Mr Henry’s stated position is that “this problem is so big and so complex that I genuinely do not think it is a matter of throwing money at it…”
“Allocating more into that space isn’t actually going to make a difference to the world,” Mr Henry said.
It is more important he says to “ensure that BHP’s dollars and technical know-how are applied in the most impactful way possible to things that we believe are going to make a tangible difference to the world’s ability to meet the climate change challenge”.
“As one of the world’s biggest bulk-freight charterers, we have launched the world’s first tender for liquefied natural gas fuelled bulk carriers,” he said.
Such an approach has returned the recently struggling BHP to the top of the pile.
According to The Spectator magazine article it has become the biggest company by market capitalisation on the London Stock Exchange.

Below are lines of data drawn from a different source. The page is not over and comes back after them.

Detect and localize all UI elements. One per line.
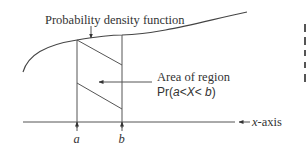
x-axis-label: x-axis [251,115,282,129]
bound-a-label: a [74,132,80,146]
region-label-line2: Pr(a<X< b) [157,85,216,99]
region-label-line1: Area of region [157,70,231,84]
pdf-area-diagram: Probability density function Area of reg… [0,0,308,153]
hatch-line-2 [77,83,122,109]
hatch-line-1 [77,40,122,65]
bound-b-label: b [119,132,125,146]
cropped-text-fragments [304,24,306,82]
pdf-title-label: Probability density function [45,13,185,27]
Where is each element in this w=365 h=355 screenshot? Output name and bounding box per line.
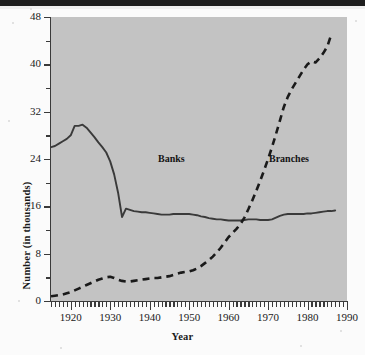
paper-speckle bbox=[355, 20, 357, 22]
y-tick-minor bbox=[46, 41, 51, 42]
x-tick-minor bbox=[252, 302, 253, 307]
x-tick-label: 1930 bbox=[88, 312, 132, 323]
x-tick-minor bbox=[233, 302, 234, 307]
x-tick-label: 1950 bbox=[167, 312, 211, 323]
banks-label: Banks bbox=[158, 153, 185, 164]
x-tick-minor bbox=[339, 302, 340, 307]
x-tick-major bbox=[268, 302, 269, 310]
y-tick-major bbox=[44, 206, 51, 207]
x-tick-minor bbox=[102, 302, 103, 307]
x-tick-minor bbox=[162, 302, 163, 307]
x-tick-minor bbox=[185, 302, 186, 307]
x-tick-label: 1980 bbox=[286, 312, 330, 323]
y-tick-major bbox=[44, 17, 51, 18]
x-tick-minor bbox=[173, 302, 174, 307]
x-axis-title: Year bbox=[0, 331, 365, 342]
x-tick-minor bbox=[51, 302, 52, 307]
x-tick-minor bbox=[201, 302, 202, 307]
y-tick-major bbox=[44, 159, 51, 160]
branches-line bbox=[51, 35, 331, 297]
y-tick-major bbox=[44, 64, 51, 65]
x-tick-minor bbox=[90, 302, 91, 307]
x-tick-minor bbox=[300, 302, 301, 307]
x-tick-minor bbox=[114, 302, 115, 307]
x-tick-minor bbox=[280, 302, 281, 307]
paper-speckle bbox=[300, 345, 302, 347]
y-tick-label: 48 bbox=[1, 11, 41, 22]
paper-speckle bbox=[60, 347, 62, 349]
x-tick-minor bbox=[106, 302, 107, 307]
x-tick-minor bbox=[288, 302, 289, 307]
x-tick-minor bbox=[134, 302, 135, 307]
paper-speckle bbox=[340, 330, 342, 332]
x-tick-minor bbox=[75, 302, 76, 307]
x-tick-minor bbox=[209, 302, 210, 307]
x-tick-minor bbox=[181, 302, 182, 307]
x-tick-major bbox=[189, 302, 190, 310]
x-tick-minor bbox=[122, 302, 123, 307]
x-tick-label: 1970 bbox=[246, 312, 290, 323]
x-tick-minor bbox=[130, 302, 131, 307]
x-tick-minor bbox=[292, 302, 293, 307]
y-tick-minor bbox=[46, 88, 51, 89]
x-tick-minor bbox=[98, 302, 99, 307]
x-tick-minor bbox=[55, 302, 56, 307]
x-tick-label: 1920 bbox=[49, 312, 93, 323]
x-tick-minor bbox=[146, 302, 147, 307]
x-tick-minor bbox=[205, 302, 206, 307]
x-tick-major bbox=[71, 302, 72, 310]
x-tick-minor bbox=[169, 302, 170, 307]
x-tick-minor bbox=[260, 302, 261, 307]
x-tick-minor bbox=[264, 302, 265, 307]
x-tick-major bbox=[229, 302, 230, 310]
x-tick-minor bbox=[87, 302, 88, 307]
y-tick-label: 40 bbox=[1, 58, 41, 69]
x-tick-minor bbox=[126, 302, 127, 307]
x-tick-minor bbox=[240, 302, 241, 307]
x-tick-minor bbox=[118, 302, 119, 307]
x-tick-minor bbox=[276, 302, 277, 307]
paper-speckle bbox=[18, 300, 20, 302]
x-tick-minor bbox=[244, 302, 245, 307]
x-tick-minor bbox=[63, 302, 64, 307]
y-tick-minor bbox=[46, 230, 51, 231]
x-tick-minor bbox=[256, 302, 257, 307]
banks-line bbox=[51, 125, 335, 221]
y-tick-minor bbox=[46, 277, 51, 278]
y-axis-title: Number (in thousands) bbox=[21, 156, 32, 316]
x-tick-minor bbox=[248, 302, 249, 307]
x-tick-label: 1960 bbox=[207, 312, 251, 323]
x-tick-minor bbox=[296, 302, 297, 307]
branches-label: Branches bbox=[269, 153, 309, 164]
y-tick-minor bbox=[46, 135, 51, 136]
x-tick-minor bbox=[67, 302, 68, 307]
x-tick-minor bbox=[165, 302, 166, 307]
y-tick-minor bbox=[46, 183, 51, 184]
x-tick-minor bbox=[94, 302, 95, 307]
x-tick-minor bbox=[142, 302, 143, 307]
x-tick-minor bbox=[217, 302, 218, 307]
x-tick-minor bbox=[272, 302, 273, 307]
x-tick-label: 1990 bbox=[325, 312, 365, 323]
x-tick-minor bbox=[327, 302, 328, 307]
x-tick-major bbox=[347, 302, 348, 310]
x-tick-minor bbox=[213, 302, 214, 307]
x-tick-minor bbox=[331, 302, 332, 307]
y-tick-major bbox=[44, 254, 51, 255]
x-tick-minor bbox=[311, 302, 312, 307]
x-tick-minor bbox=[138, 302, 139, 307]
x-tick-minor bbox=[319, 302, 320, 307]
y-tick-major bbox=[44, 112, 51, 113]
x-tick-major bbox=[150, 302, 151, 310]
x-tick-major bbox=[308, 302, 309, 310]
y-axis-title-holder: Number (in thousands) bbox=[10, 80, 30, 240]
x-tick-minor bbox=[197, 302, 198, 307]
plot-area: Banks Branches bbox=[51, 17, 347, 301]
x-tick-minor bbox=[304, 302, 305, 307]
x-tick-minor bbox=[343, 302, 344, 307]
paper-speckle bbox=[30, 8, 32, 10]
x-tick-minor bbox=[158, 302, 159, 307]
x-tick-major bbox=[110, 302, 111, 310]
x-tick-minor bbox=[221, 302, 222, 307]
x-tick-minor bbox=[83, 302, 84, 307]
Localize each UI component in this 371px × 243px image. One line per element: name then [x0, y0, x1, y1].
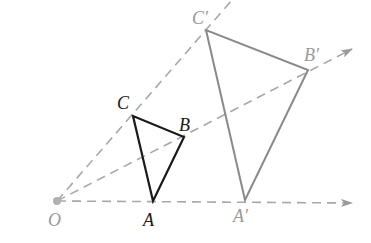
label-c-prime: C′ — [192, 8, 209, 28]
label-a-prime: A′ — [232, 206, 249, 226]
label-o: O — [48, 210, 61, 230]
label-b: B — [179, 115, 190, 135]
label-a: A — [142, 210, 155, 230]
ray-oa — [57, 201, 352, 203]
center-point-o — [53, 197, 61, 205]
label-c: C — [117, 93, 130, 113]
label-b-prime: B′ — [304, 45, 320, 65]
dilation-diagram: O A B C A′ B′ C′ — [0, 0, 371, 243]
image-triangle — [206, 30, 308, 200]
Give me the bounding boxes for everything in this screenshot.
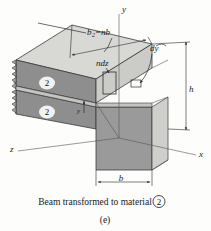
element-width-label: ndz: [96, 58, 109, 68]
upper-material-number: 2: [45, 78, 50, 88]
upper-flange-break-line: [12, 60, 17, 89]
bottom-width-dimension: [96, 170, 152, 186]
height-ext-bottom: [168, 129, 190, 130]
element-rectangle-secondary: [131, 80, 141, 87]
lower-material-number: 2: [45, 107, 50, 117]
material-tag-upper: 2: [39, 77, 55, 90]
caption-material-number: 2: [157, 197, 162, 207]
x-axis-label: x: [198, 149, 203, 159]
material-tag-lower: 2: [39, 106, 55, 119]
bottom-width-label: b: [119, 173, 124, 183]
height-label: h: [189, 84, 194, 94]
caption-part-label: (e): [100, 215, 111, 226]
beam-transformed-section-diagram: y x z b 2 =nb ndz dy: [0, 0, 211, 231]
caption-main-text: Beam transformed to material: [38, 197, 152, 207]
projection-line-flange: [152, 60, 168, 68]
y-axis-label: y: [121, 4, 126, 14]
stem-top-face: [96, 103, 152, 107]
figure-container: y x z b 2 =nb ndz dy: [0, 0, 211, 231]
element-height-label: dy: [150, 43, 159, 53]
stem-right-face: [152, 97, 168, 170]
beam-stem-solid: [96, 97, 168, 170]
top-width-label-group: b 2 =nb: [87, 27, 111, 38]
z-axis-label: z: [9, 144, 14, 154]
figure-caption: Beam transformed to material 2 (e): [38, 196, 165, 227]
lower-flange-break-line: [12, 90, 17, 114]
top-width-label-equals: =nb: [95, 27, 111, 37]
stem-front-face: [96, 107, 152, 170]
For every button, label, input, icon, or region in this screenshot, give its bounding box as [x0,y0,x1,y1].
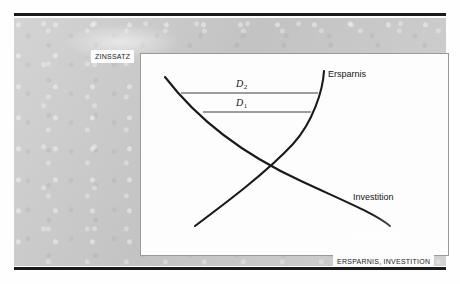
ersparnis-curve [195,71,324,226]
chart-panel [140,53,449,256]
chart-canvas [141,54,450,257]
gap-label-d1-subscript: 1 [244,102,248,110]
gap-label-d2-letter: D [236,78,243,89]
gap-label-d1: D1 [236,97,247,110]
ersparnis-curve-label: Ersparnis [328,69,366,80]
gap-label-d2-subscript: 2 [244,83,248,91]
gap-label-d1-letter: D [236,97,243,108]
bottom-rule [14,267,446,270]
gap-label-d2: D2 [236,78,247,91]
y-axis-caption: ZINSSATZ [91,50,134,63]
figure-page: Ersparnis Investition D2 D1 ZINSSATZ ERS… [0,0,460,284]
top-rule [14,13,446,16]
investition-curve [165,77,390,226]
figure-plate: Ersparnis Investition D2 D1 ZINSSATZ ERS… [14,18,446,266]
investition-curve-label: Investition [353,192,394,203]
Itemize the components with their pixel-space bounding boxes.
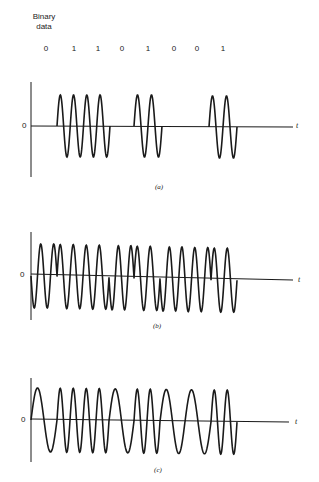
waveform-diagram (0, 0, 319, 482)
panel-b-t-label: t (298, 275, 300, 284)
panel-a-t-label: t (296, 121, 298, 130)
panel-a-waveform (31, 82, 293, 177)
panel-a-zero-label: 0 (22, 121, 26, 130)
panel-c-t-label: t (295, 417, 297, 426)
panel-b-waveform (31, 232, 293, 320)
panel-b-caption: (b) (142, 322, 172, 330)
panel-a-caption: (a) (144, 183, 174, 191)
panel-c-zero-label: 0 (21, 415, 25, 424)
panel-c-waveform (31, 378, 289, 462)
panel-c-caption: (c) (143, 466, 173, 474)
panel-b-zero-label: 0 (20, 270, 24, 279)
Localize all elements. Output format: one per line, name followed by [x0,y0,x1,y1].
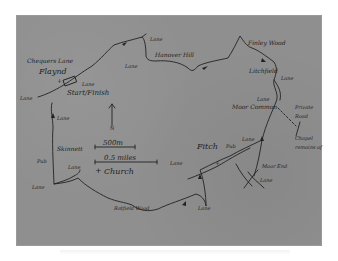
label-chapel-remains: Chapel remains of [295,134,323,152]
label-lane-sw: Lane [32,185,44,190]
label-lane-sw-small: Lane [68,165,80,170]
church-legend-symbol: + [95,167,102,175]
label-skinnett: Skinnett [57,146,83,152]
label-lane-fitch-w: Lane [170,161,182,166]
lane-crossing-1 [236,164,252,186]
route-path-south [51,103,262,211]
private-road [278,108,296,126]
direction-arrow [260,136,264,141]
label-lane-west2: Lane [57,116,69,121]
label-moor-common: Moor Common [232,104,277,110]
label-private-road: Private Road [295,103,315,121]
label-lane-hanover: Lane [125,64,137,69]
label-lane-common: Lane [257,97,269,102]
label-start-finish: Start/Finish [67,90,109,97]
route-path-north [142,34,146,37]
map-photo: Chequers Lane Flaynd + Lane Start/Finish… [17,16,321,245]
label-finley-wood: Finley Wood [248,40,286,46]
north-label: N [110,126,114,131]
church-symbol-fitch: + [215,160,220,166]
label-moor-end: Moor End [262,164,287,169]
scale-label-metric: 500m [103,140,123,147]
church-legend-label: Church [104,168,134,176]
direction-arrow [261,58,266,62]
scale-label-imperial: 0.5 miles [104,155,136,162]
label-lane-south: Lane [198,206,210,211]
label-lane-fitch-e: Lane [242,137,254,142]
label-fitch: Fitch [197,143,218,151]
label-lane-moor-end: Lane [260,178,272,183]
direction-arrow [182,201,186,206]
photo-edge-shadow [60,250,290,255]
label-lane-start: Lane [82,82,94,87]
church-symbol-flaynd: + [57,78,62,84]
label-lane-north: Lane [150,37,162,42]
label-pub-fitch: Pub [226,144,236,149]
label-lane-east: Lane [281,76,293,81]
direction-arrow [202,66,208,70]
label-lane-west: Lane [20,96,32,101]
label-flaynd: Flaynd [39,68,67,76]
label-hanover-hill: Hanover Hill [155,52,194,58]
label-chequers-lane: Chequers Lane [27,58,73,64]
label-ratfield-wood: Ratfield Wood [114,206,150,211]
label-pub-west: Pub [37,159,47,164]
label-litchfield: Litchfield [249,68,278,74]
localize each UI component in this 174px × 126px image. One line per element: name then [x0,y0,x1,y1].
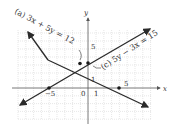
tick-label-y-5: 5 [91,43,95,51]
point-a-y-intercept [78,62,82,66]
line-a [28,32,48,60]
tick-label-x-neg5: −5 [45,90,55,98]
line-c [20,65,88,105]
point-c-y-intercept [86,61,90,65]
equation-label-a: (a) 3x + 5y = 12 [13,7,76,46]
point-a-x-intercept [117,86,121,90]
coordinate-graph: x y −5 0 1 5 1 5 (a) 3x + 5y = 12 (c) 5y… [0,0,174,126]
y-axis-label: y [83,9,89,17]
leader-a-icon [79,50,81,60]
tick-label-x-5: 5 [124,80,128,88]
x-axis-label: x [163,85,167,93]
line-a-lower [48,60,148,107]
tick-label-x-1: 1 [94,90,98,98]
tick-label-x-0: 0 [81,90,85,98]
point-c-x-intercept [47,86,51,90]
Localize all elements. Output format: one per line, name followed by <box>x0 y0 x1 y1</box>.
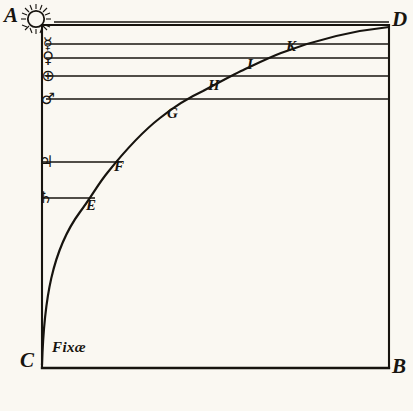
curve-label-G: G <box>167 106 178 121</box>
curve-label-I: I <box>247 57 253 72</box>
curve-label-H: H <box>208 78 220 93</box>
curve-label-E: E <box>86 198 96 213</box>
figure-page: A D C B E F G H I K Fixæ ☿ ♀ ⊕ ♂ ♃ ♄ <box>0 0 413 411</box>
mars-symbol: ♂ <box>37 88 59 110</box>
curve-label-K: K <box>286 39 296 54</box>
planet-horizontal-lines <box>42 22 389 198</box>
saturn-symbol: ♄ <box>35 187 57 209</box>
fixae-label: Fixæ <box>52 340 86 355</box>
earth-symbol: ⊕ <box>37 65 59 87</box>
corner-label-A: A <box>4 5 18 26</box>
jupiter-symbol: ♃ <box>35 151 57 173</box>
corner-label-C: C <box>20 350 34 371</box>
corner-label-D: D <box>392 9 407 30</box>
curve-label-F: F <box>114 159 124 174</box>
corner-label-B: B <box>392 356 406 377</box>
sun-rays-icon <box>21 4 51 34</box>
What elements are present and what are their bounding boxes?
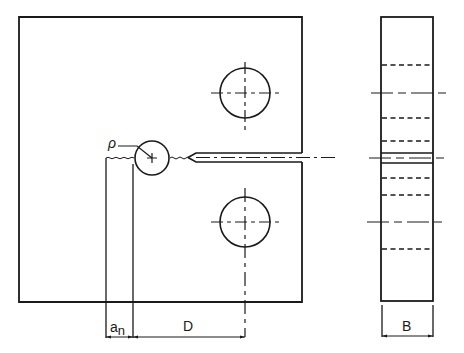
specimen-outline bbox=[19, 17, 302, 302]
notch-slot-lower-edge bbox=[188, 158, 302, 163]
notch-extension-line bbox=[106, 157, 134, 159]
rho-label: ρ bbox=[107, 135, 116, 151]
crack-line bbox=[170, 157, 188, 159]
front-view: ρ an D bbox=[19, 17, 336, 339]
b-label: B bbox=[402, 318, 411, 334]
side-view-outline bbox=[381, 17, 433, 301]
d-label: D bbox=[183, 318, 193, 334]
notch-slot-upper-edge bbox=[188, 153, 302, 158]
side-view: B bbox=[367, 17, 449, 338]
specimen-drawing: ρ an D bbox=[0, 0, 464, 353]
an-label: an bbox=[110, 319, 125, 338]
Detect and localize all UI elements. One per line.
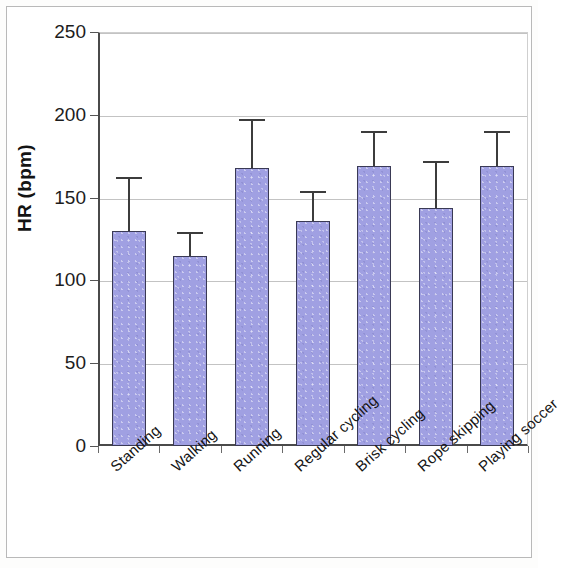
error-bar-stem <box>312 193 314 221</box>
bar <box>235 168 269 446</box>
error-bar-stem <box>373 133 375 166</box>
y-tick-label-100: 100 <box>2 269 86 291</box>
error-bar-stem <box>128 179 130 230</box>
error-bar-cap <box>484 131 510 133</box>
y-tick-label-200: 200 <box>2 104 86 126</box>
y-tick-label-0: 0 <box>2 435 86 457</box>
bar-group-rope-skipping <box>419 32 453 446</box>
bar-group-regular-cycling <box>296 32 330 446</box>
bar-group-walking <box>173 32 207 446</box>
bar-group-brisk-cycling <box>357 32 391 446</box>
x-tick-mark <box>159 446 160 453</box>
y-tick-mark-100 <box>90 280 98 281</box>
x-axis-ticks <box>98 446 528 456</box>
error-bar-cap <box>116 177 142 179</box>
error-bar-stem <box>435 163 437 208</box>
y-tick-mark-0 <box>90 446 98 447</box>
x-tick-mark <box>282 446 283 453</box>
bar-group-running <box>235 32 269 446</box>
y-tick-label-250: 250 <box>2 21 86 43</box>
bar <box>296 221 330 446</box>
bar-group-standing <box>112 32 146 446</box>
y-axis-ticks: 250 200 150 100 50 0 <box>0 32 98 446</box>
x-tick-mark <box>528 446 529 453</box>
error-bar-cap <box>177 232 203 234</box>
y-tick-mark-250 <box>90 32 98 33</box>
bar <box>480 166 514 446</box>
error-bar-cap <box>239 119 265 121</box>
bar <box>419 208 453 446</box>
bar <box>173 256 207 446</box>
y-tick-mark-50 <box>90 363 98 364</box>
y-axis-title: HR (bpm) <box>14 144 36 232</box>
y-tick-mark-200 <box>90 115 98 116</box>
bars-layer <box>98 32 528 446</box>
error-bar-stem <box>496 133 498 166</box>
bar <box>357 166 391 446</box>
x-tick-mark <box>405 446 406 453</box>
error-bar-cap <box>361 131 387 133</box>
error-bar-cap <box>423 161 449 163</box>
x-tick-mark <box>221 446 222 453</box>
bar <box>112 231 146 446</box>
x-tick-mark <box>467 446 468 453</box>
x-tick-mark <box>344 446 345 453</box>
x-tick-mark <box>98 446 99 453</box>
y-tick-mark-150 <box>90 198 98 199</box>
error-bar-stem <box>251 121 253 167</box>
error-bar-stem <box>189 234 191 256</box>
error-bar-cap <box>300 191 326 193</box>
y-tick-label-50: 50 <box>2 352 86 374</box>
bar-group-playing-soccer <box>480 32 514 446</box>
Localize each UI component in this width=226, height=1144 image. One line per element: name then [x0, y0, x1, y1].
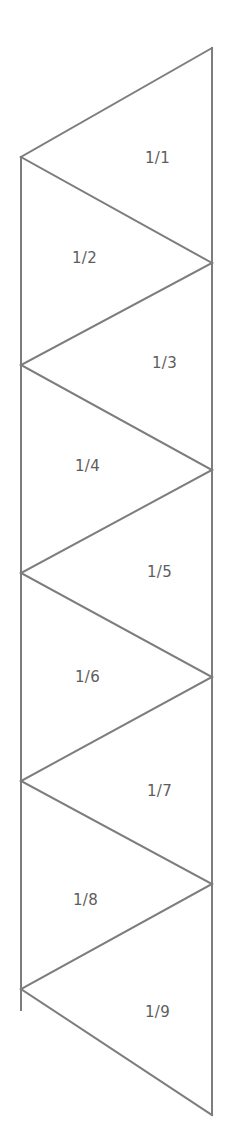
zigzag-polyline: [21, 48, 212, 1115]
triangle-label-1: 1/1: [145, 151, 170, 166]
triangle-label-3: 1/3: [152, 356, 177, 371]
triangle-label-9: 1/9: [145, 1005, 170, 1020]
triangle-label-5: 1/5: [147, 565, 172, 580]
triangle-strip-graphic: [0, 0, 226, 1144]
triangle-label-7: 1/7: [147, 784, 172, 799]
triangle-label-2: 1/2: [72, 251, 97, 266]
diagram-canvas: 1/1 1/2 1/3 1/4 1/5 1/6 1/7 1/8 1/9: [0, 0, 226, 1144]
triangle-label-6: 1/6: [75, 670, 100, 685]
triangle-label-8: 1/8: [73, 893, 98, 908]
triangle-label-4: 1/4: [75, 459, 100, 474]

It also looks to a prosperous future not only for its dominant iron ore (70 per cent of its latest profit) but also for its big stake in the fossil fuels it was campaigning against under the old guard.
It sees excellent rewards from its $8b metallurgical coal assets (while trying to get rid of its now effectively-worthless – and loss-making – energy coal assets after writing off $1.7b against them), with coal prices recovering over the past few months as the Chinese bans are offset by selling more to Japan, India and Europe.PC
Thank goodness BHP, the big friendly giant, has a sane CEO.
Scott Morrison has however, gone too far down the economy-destroying ‘emissions reduction’ path and needs to call out strongly those toxic Liberal MP’s who sound as though they are hellbent on the destruction of our reliable energy sources.
He should also strongly advise Berejiklian to immediately get rid of green Kean, the Minister who has just appointed Malcolm Turnbull to the Chair of the NSW Climate Policy Mockery. If she doesn’t, Turnbull will help Kean to replace her, causing all hell to break loose. I feel sick at the prospect.
Mike Henry for Prime Minister. And Mark Latham to be his deputy.
If the Liberals don’t fall in behind Scott Morrison quick smart, they will all be replaced.